Only one of 103 transmissions occurred among couples who went on anti-retroviral therapy, according to study lead author Deborah Donnell with the Vaccine and Infectious Disease Institute in Seattle, Washington.

Donnell says the study showed a 92 percent reduced risk of HIV transmission among couples with one partner on anti-retroviral therapy compared to couples whose infected partners did not begin ART.

"We only saw one infection amongst people after they started ART compared to the 102 [infections] we saw when people didn't go on anti-retroviral therapy. So, the strength of effect is pretty high," she said.

It's well known that the risk of mothers transmitting the AIDS virus to their infants is dramatically reduced in women who take anti-retroviral drugs. Donnell says hers is the first study to show a similar effect in heterosexual couples.

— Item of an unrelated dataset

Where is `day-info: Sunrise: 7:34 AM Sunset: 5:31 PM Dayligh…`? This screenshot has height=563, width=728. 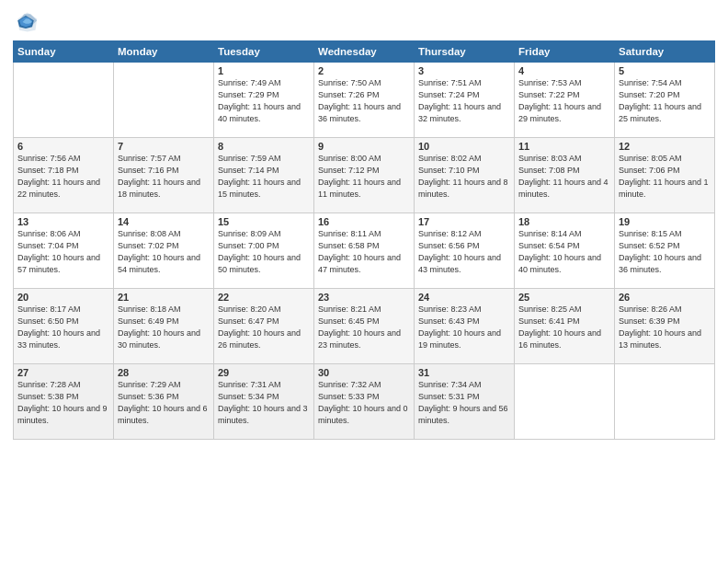
day-info: Sunrise: 7:34 AM Sunset: 5:31 PM Dayligh… is located at coordinates (464, 403).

Researchers used genetics tests to confirm that any HIV transmissions that occurred were between married couples and not from some source.

In the study, anti-retroviral therapy was reserved for partners with the lowest CD4 cell count. But Donnell says researchers found that 70 percent of transmissions occurred among married couples in which the infected partner had a higher immune cell count but had not received ART.

"It makes you wonder whether as we roll out anti-retroviral therapy we could focus some of the initial roll out of ART to people with higher viral loads, whether that might also have an effect in preventing the transmission of HIV," she said.

Since the AIDS pandemic began in early 1980, more than 60 million people have been infected with the deadly virus. Researchers believe that anti-retroviral therapy may have a significant public health benefit as well as helping the people who are being treated for HIV infection.

The study on the reduction in HIV transmission among married couples receiving anti-retroviral therapy is published this week in the journal The Lancet.